Lost City Books (2467 18th St., N.W.) will welcome author Christian John Wikane for a book signing and conversation about “A Night at the Disco” on Thursday, April 16 at 6 p.m. Details at lostcitybookstore.com. Bird in Hand Coffee & Books in Baltimore (11 E. 33rd St.) )will also host a Q&A with the author on Wednesday, April 15 at 6 p.m. Details at theivybookshop.com.
Below is an excerpt from “A Night at the Disco.”
“I’ll let in anyone who looks like they’ll make things fun.” Steve Rubell is guiding a New York Times reporter through Studio 54 as resident DJ Richie Kaczor dazzles the crowd with records by CHIC, Odyssey, and T-Connection. “Disco, that’s where the happy people go,” The Trammps sing as dancers spin and twirl underneath tubes of flashing lights. Seven months since Rubell and co-owner Ian Schrager opened Studio 54 in April 1977, it’s welcomed untold numbers of “happy people” … at least those lucky enough to pass through the doors.
“We were part of the chosen few,” says André De Shields, who immortalized the title role in The Wiz on Broadway at the time. “We could show up at Studio 54 and the doorman at the velvet stanchion would look over everyone and point to us from The Wiz to come in, that kind of thing.” As the lead vocalist in the GRAMMY-nominated Dr. Buzzard’s Original Savannah Band, whose debut modernized big band sophistication for the discothèques, Cory Daye had carte blanche in the club. “The energy was like a New Year’s Eve party every night,” she says. “I would go up to the mezzanine and watch the mechanical light pillars go up and down, metallic confetti falling from the ceiling, the spoon and the moon. I was so fascinated and enamored by it.
“When a certain song came on, the people would just rush to the dance floor. There was no contact dancing — the hustle was pretty much on its way out — but it was just an amazing experience to see all the cultures together. It was a fusion of cultures, which described my life and my band, so I was right at home there.”
“Studio 54 was the place,” adds Linda Clifford. “Crazy parties. If you could think it, you would see it. It was like a circus. Just an amazing place to be. I worked 54 so many times. It was like a second home to me. The people there treated me so well. The crowd always seemed to enjoy my show. I always had a good time with them. That was the most important thing: making sure that they had fun.”
Well before Studio 54 opened, disco had become a business juggernaut. “A four billion dollar market and still growing,” Billboard announced in February 1977, with dance music offering more variety than ever. “There is no longer a single, readily identifiable disco beat, but a kaleidoscope of sounds that are melodic and danceable,” Tom Moulton told the magazine.
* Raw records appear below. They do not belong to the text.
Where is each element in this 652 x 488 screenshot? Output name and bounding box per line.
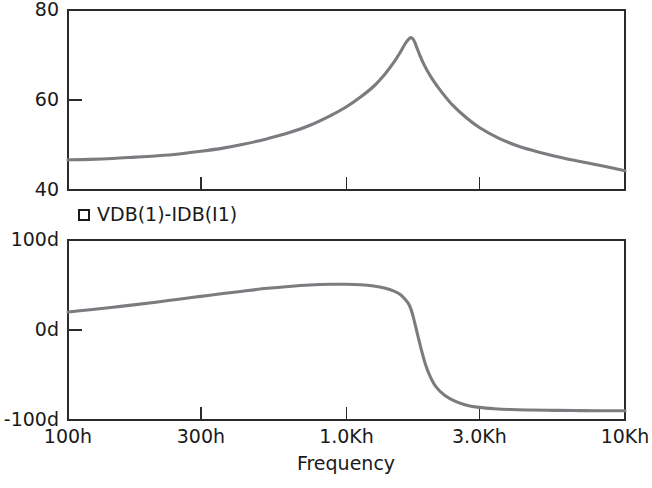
spice-plot-window: 406080 VDB(1)-IDB(I1) 100h300h1.0Kh3.0Kh…	[0, 0, 652, 488]
x-tick-label: 10Kh	[601, 425, 650, 447]
data-trace	[68, 284, 625, 411]
magnitude-plot: 406080	[35, 0, 625, 200]
x-axis-title: Frequency	[297, 452, 395, 474]
phase-plot-axes	[68, 240, 625, 420]
x-tick-label: 3.0Kh	[452, 425, 507, 447]
magnitude-plot-ticks	[68, 100, 479, 190]
y-tick-label: -100d	[4, 408, 59, 430]
phase-plot-traces	[68, 284, 625, 411]
legend-label: VDB(1)-IDB(I1)	[97, 203, 237, 225]
plot-frame	[68, 10, 625, 190]
probe-plot-canvas: 406080 VDB(1)-IDB(I1) 100h300h1.0Kh3.0Kh…	[0, 0, 652, 488]
plot-legend[interactable]: VDB(1)-IDB(I1)	[79, 203, 237, 225]
x-tick-label: 300h	[177, 425, 225, 447]
y-tick-label: 60	[35, 88, 59, 110]
phase-plot-tick-labels: 100h300h1.0Kh3.0Kh10Kh-100d0d100d	[4, 228, 650, 448]
y-tick-label: 0d	[35, 318, 59, 340]
data-trace	[68, 37, 625, 170]
magnitude-plot-traces	[68, 37, 625, 170]
y-tick-label: 40	[35, 178, 59, 200]
y-tick-label: 100d	[11, 228, 59, 250]
phase-plot-ticks	[68, 330, 479, 420]
plot-frame	[68, 240, 625, 420]
phase-plot: 100h300h1.0Kh3.0Kh10Kh-100d0d100d	[4, 228, 650, 448]
legend-marker-icon	[79, 210, 89, 220]
magnitude-plot-tick-labels: 406080	[35, 0, 59, 200]
y-tick-label: 80	[35, 0, 59, 20]
x-tick-label: 1.0Kh	[319, 425, 374, 447]
magnitude-plot-axes	[68, 10, 625, 190]
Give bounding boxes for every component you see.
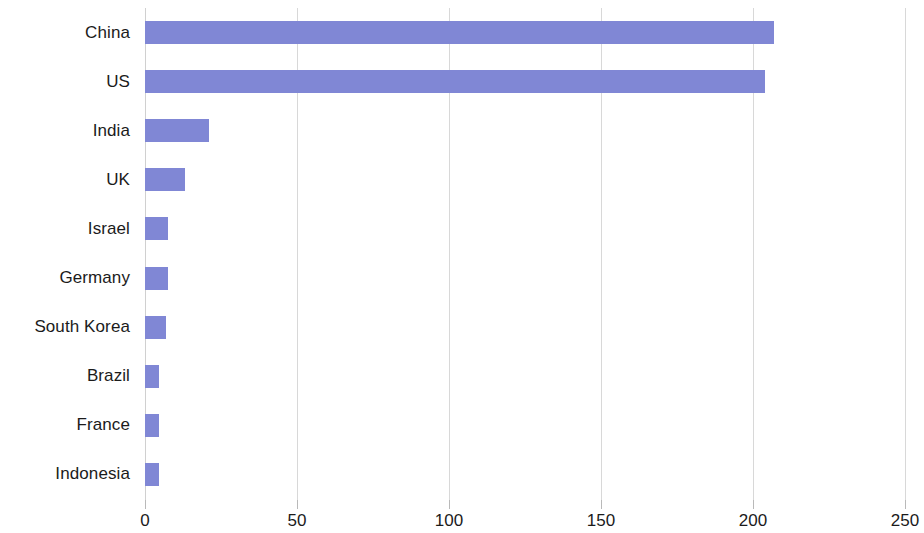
bar-uk[interactable] (145, 168, 185, 191)
y-axis-label-south-korea: South Korea (0, 318, 130, 335)
bar-chart: ChinaUSIndiaUKIsraelGermanySouth KoreaBr… (0, 0, 924, 533)
x-tick-mark-0 (145, 500, 146, 509)
x-tick-label-200: 200 (693, 511, 813, 530)
bar-us[interactable] (145, 70, 765, 93)
y-axis-label-india: India (0, 122, 130, 139)
x-tick-mark-150 (601, 500, 602, 509)
y-axis-label-brazil: Brazil (0, 367, 130, 384)
bar-israel[interactable] (145, 217, 168, 240)
bar-france[interactable] (145, 414, 159, 437)
y-axis-label-china: China (0, 24, 130, 41)
y-axis-label-indonesia: Indonesia (0, 465, 130, 482)
plot-area (145, 8, 905, 500)
bar-china[interactable] (145, 21, 774, 44)
x-tick-mark-250 (905, 500, 906, 509)
x-tick-label-50: 50 (237, 511, 357, 530)
x-tick-mark-200 (753, 500, 754, 509)
x-tick-label-0: 0 (85, 511, 205, 530)
y-axis-label-israel: Israel (0, 220, 130, 237)
x-tick-mark-100 (449, 500, 450, 509)
bar-south-korea[interactable] (145, 316, 166, 339)
bar-germany[interactable] (145, 267, 168, 290)
y-axis-label-uk: UK (0, 171, 130, 188)
x-tick-label-150: 150 (541, 511, 661, 530)
bar-indonesia[interactable] (145, 463, 159, 486)
y-axis-label-us: US (0, 73, 130, 90)
x-tick-label-100: 100 (389, 511, 509, 530)
gridline-250 (905, 8, 906, 500)
x-tick-label-250: 250 (845, 511, 924, 530)
bar-india[interactable] (145, 119, 209, 142)
bar-brazil[interactable] (145, 365, 159, 388)
x-tick-mark-50 (297, 500, 298, 509)
y-axis-label-france: France (0, 416, 130, 433)
y-axis-label-germany: Germany (0, 269, 130, 286)
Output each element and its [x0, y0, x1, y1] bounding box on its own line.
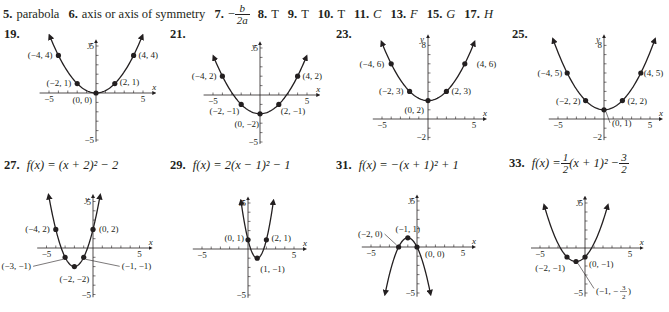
- parabola-curve: [241, 202, 273, 258]
- x-axis-label: x: [639, 237, 644, 247]
- data-point: [63, 255, 68, 260]
- point-label: (4, 2): [303, 71, 323, 81]
- point-label: (−2, −1): [210, 106, 240, 116]
- y-axis-label: y: [84, 194, 89, 204]
- graphs-canvas: −555−5xy(−4, 4)(−2, 1)(0, 0)(2, 1)(4, 4)…: [0, 0, 669, 312]
- point-label: (2, −1): [281, 106, 306, 116]
- data-point: [56, 53, 61, 58]
- data-point: [414, 244, 419, 249]
- y-axis-label: y: [87, 39, 92, 49]
- point-label: (0, 2): [405, 105, 425, 115]
- x-axis-label: x: [315, 84, 320, 94]
- x-axis-label: x: [482, 108, 487, 118]
- y-tick-label: −5: [573, 288, 583, 298]
- data-point: [389, 61, 394, 66]
- point-label: (−2, 0): [358, 229, 383, 239]
- data-point: [638, 70, 643, 75]
- data-point: [573, 259, 578, 264]
- point-label: (0, 0): [73, 95, 93, 105]
- x-tick-label: 5: [292, 250, 297, 260]
- graph-31: −555−5xy(−2, 0)(−1, 1)(0, 0): [358, 194, 476, 298]
- data-point: [93, 90, 98, 95]
- x-axis-label: x: [658, 108, 663, 118]
- x-tick-label: −5: [208, 96, 218, 106]
- graph-27: −555−5xy(−4, 2)(−3, −1)(−2, −2)(−1, −1)(…: [1, 194, 152, 300]
- point-label: (4, 4): [139, 50, 159, 60]
- data-point: [405, 235, 410, 240]
- data-point: [257, 111, 262, 116]
- point-label: (4, 5): [644, 68, 664, 78]
- graph-29: −555−5xy(0, 1)(1, −1)(2, 1): [193, 196, 307, 300]
- point-label: (−1, 1): [396, 224, 421, 234]
- data-point: [239, 102, 244, 107]
- data-point: [112, 81, 117, 86]
- x-tick-label: −5: [535, 249, 545, 259]
- x-tick-label: −5: [44, 94, 54, 104]
- x-tick-label: 5: [472, 120, 477, 130]
- data-point: [462, 61, 467, 66]
- point-label: (0, 1): [225, 233, 245, 243]
- point-label: (−4, 2): [25, 224, 50, 234]
- data-point: [396, 244, 401, 249]
- y-tick-label: −5: [248, 137, 258, 147]
- data-point: [264, 237, 269, 242]
- point-label: (−4, 2): [192, 71, 217, 81]
- y-axis-label: y: [408, 194, 413, 204]
- point-label: (−1, −1): [122, 261, 152, 271]
- data-point: [72, 264, 77, 269]
- y-axis-label: y: [576, 196, 581, 206]
- point-label: (−4, 6): [360, 59, 385, 69]
- x-tick-label: 5: [305, 96, 310, 106]
- x-tick-label: 5: [141, 94, 146, 104]
- data-point: [255, 256, 260, 261]
- x-axis-label: x: [151, 82, 156, 92]
- point-label: (0, 2): [99, 224, 119, 234]
- x-tick-label: −5: [366, 248, 376, 258]
- point-label: (−4, 4): [28, 50, 53, 60]
- point-label: (2, 1): [120, 77, 140, 87]
- point-label: (−2, −1): [535, 263, 565, 273]
- x-tick-label: 5: [137, 249, 142, 259]
- graph-19: −555−5xy(−4, 4)(−2, 1)(0, 0)(2, 1)(4, 4): [28, 37, 158, 145]
- y-tick-label: −5: [236, 290, 246, 300]
- data-point: [620, 98, 625, 103]
- point-label: (0, 0): [425, 249, 445, 259]
- x-axis-label: x: [302, 238, 307, 248]
- x-tick-label: −5: [197, 250, 207, 260]
- data-point: [131, 53, 136, 58]
- svg-text:): ): [628, 286, 631, 296]
- y-axis-label: y: [251, 41, 256, 51]
- x-tick-label: −5: [42, 249, 52, 259]
- data-point: [564, 254, 569, 259]
- point-label: (4, 6): [477, 59, 497, 69]
- graph-23: −558−2xy(−4, 6)(−2, 3)(0, 2)(2, 3)(4, 6): [360, 34, 497, 142]
- graph-21: −555−5xy(−4, 2)(−2, −1)(0, −2)(2, −1)(4,…: [192, 41, 322, 147]
- point-label: (−2, −2): [60, 274, 90, 284]
- data-point: [601, 107, 606, 112]
- data-point: [565, 70, 570, 75]
- y-tick-label: −5: [84, 135, 94, 145]
- x-tick-label: −5: [377, 120, 387, 130]
- y-axis-label: y: [595, 34, 600, 44]
- data-point: [425, 98, 430, 103]
- data-point: [295, 74, 300, 79]
- point-label: (0, 1): [612, 118, 632, 128]
- y-tick-label: −2: [592, 132, 602, 142]
- point-label: (−2, 1): [47, 78, 72, 88]
- x-tick-label: −5: [553, 120, 563, 130]
- data-point: [220, 74, 225, 79]
- data-point: [245, 237, 250, 242]
- x-tick-label: 5: [648, 120, 653, 130]
- data-point: [75, 81, 80, 86]
- point-label: (−2, 2): [556, 96, 581, 106]
- x-tick-label: 5: [461, 248, 466, 258]
- data-point: [407, 89, 412, 94]
- data-point: [81, 255, 86, 260]
- y-axis-label: y: [419, 34, 424, 44]
- data-point: [53, 227, 58, 232]
- graph-25: −558−2xy(−4, 5)(−2, 2)(0, 1)(2, 2)(4, 5): [538, 34, 664, 142]
- y-tick-label: −5: [405, 288, 415, 298]
- y-tick-label: −2: [416, 132, 426, 142]
- point-label: (2, 1): [271, 233, 291, 243]
- svg-text:3: 3: [622, 284, 626, 292]
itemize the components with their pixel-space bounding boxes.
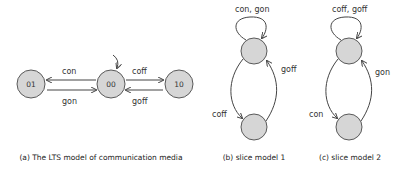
self-loop-con-gon xyxy=(236,17,266,40)
slice1-top-state xyxy=(241,38,267,64)
svg-text:10: 10 xyxy=(174,80,184,89)
diagram-c: coff, goff con gon (c) slice model 2 xyxy=(309,5,390,162)
slice2-bottom-state xyxy=(336,114,362,140)
edge-label-con: con xyxy=(62,67,76,76)
edge-label-coff-goff: coff, goff xyxy=(332,5,368,14)
edge-label-coff: coff xyxy=(132,67,147,76)
slice1-bottom-state xyxy=(241,114,267,140)
caption-c: (c) slice model 2 xyxy=(319,153,381,162)
svg-text:01: 01 xyxy=(26,80,36,89)
edge-label-gon: gon xyxy=(62,97,77,106)
state-node-00: 00 xyxy=(97,70,125,98)
slice2-top-state xyxy=(336,38,362,64)
state-node-01: 01 xyxy=(17,70,45,98)
caption-a: (a) The LTS model of communication media xyxy=(19,153,182,162)
diagram-a: con gon coff goff 01 00 10 (a) The LTS m… xyxy=(17,55,193,162)
edge-label-coff: coff xyxy=(212,110,227,119)
caption-b: (b) slice model 1 xyxy=(223,153,286,162)
self-loop-coff-goff xyxy=(331,17,361,40)
edge-con-top-bottom xyxy=(326,59,338,118)
initial-state-arrow xyxy=(113,55,118,68)
edge-label-goff: goff xyxy=(281,65,297,74)
svg-text:00: 00 xyxy=(106,80,116,89)
state-node-10: 10 xyxy=(165,70,193,98)
edge-label-gon: gon xyxy=(375,68,390,77)
edge-goff-bottom-top xyxy=(266,61,277,121)
diagram-b: con, gon coff goff (b) slice model 1 xyxy=(212,5,297,162)
edge-label-goff: goff xyxy=(132,97,148,106)
edge-gon-bottom-top xyxy=(361,61,372,121)
edge-coff-top-bottom xyxy=(231,59,243,118)
edge-label-con-gon: con, gon xyxy=(235,5,270,14)
figure-canvas: con gon coff goff 01 00 10 (a) The LTS m… xyxy=(0,0,410,177)
edge-label-con: con xyxy=(309,110,323,119)
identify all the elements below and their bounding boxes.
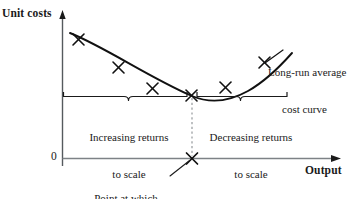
curve-marker-5	[220, 82, 231, 93]
minimum-point-caption-line-1: Point at which	[43, 192, 209, 199]
origin-label: 0	[51, 150, 57, 163]
increasing-returns-line-1: Increasing returns	[70, 131, 188, 143]
decreasing-returns-line-1: Decreasing returns	[196, 131, 306, 143]
y-axis-label: Unit costs	[2, 7, 52, 20]
y-axis	[59, 10, 65, 166]
curve-label-line-1: Long-run average	[268, 66, 347, 78]
curve-data-markers	[73, 34, 270, 101]
decreasing-returns-label: Decreasing returns to scale	[196, 106, 306, 199]
lrac-curve	[70, 33, 292, 101]
curve-marker-3	[147, 83, 158, 94]
x-axis-label: Output	[305, 164, 342, 177]
lrac-cost-curve-figure: Unit costs Output 0 Long-run average cos…	[0, 0, 363, 199]
minimum-point-caption: Point at which decreasing returns set in	[43, 167, 209, 199]
decreasing-returns-line-2: to scale	[196, 168, 306, 180]
increasing-returns-brace	[64, 92, 188, 101]
curve-marker-2	[113, 62, 124, 73]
In the clubs, records by veteran artists like Stevie Wonder and the Bee Gees were mixed in with a range of new acts like Grace Jones, Boney M., and The Ritchie Family, while everyone from ABBA to Marvin Gaye scored number one pop hits with songs that had club-centric storylines.
Beyond the charts, disco itself remained as idiosyncratic as ever, especially on several productions by Laurin Rinder and W. Michael Lewis, whose studio creations, El Coco (“Let’s Get It Together,” “Cocomotion”) and Le Pamplemousse (“Le Spank”), joined their own “Lust” from Seven Deadly Sins (1977) among the most tantalizing releases on AVI Records. Rinder & Lewis also produced acts for the newly hatched Butterfly Records in Los Angeles, where Saint Tropez (“On a Rien à Perdre”) and Tuxedo Junction (“Moonlight Serenade”) reflected the duo’s high gloss sound, spanning everything from European sophistication to a more literal translation of the ’40s sensibilities popularized by Dr. Buzzard’s Original Savannah Band.
12-inch singles had also grown as the preferred format to approximate the club music experience at home. Nearly a year after Atlantic Records introduced its series of promotional 12-inch singles for DJs, New York-based Salsoul Records released the industry’s first commercially available 12-inch single, “Ten Percent” by Double Exposure, in May 1976. A year later, T.K. Records was the first label to certify a gold record for a 12-inch single when Peter Brown’s “Do You Wanna Get Funky With Me” tallied one million sales.— Christian John Wikane
(From “A Night at the Disco” by Alice Harris & Christian John Wikane. Published by ACC Art Books.)
The Blade may receive commissions from qualifying purchases made via this post.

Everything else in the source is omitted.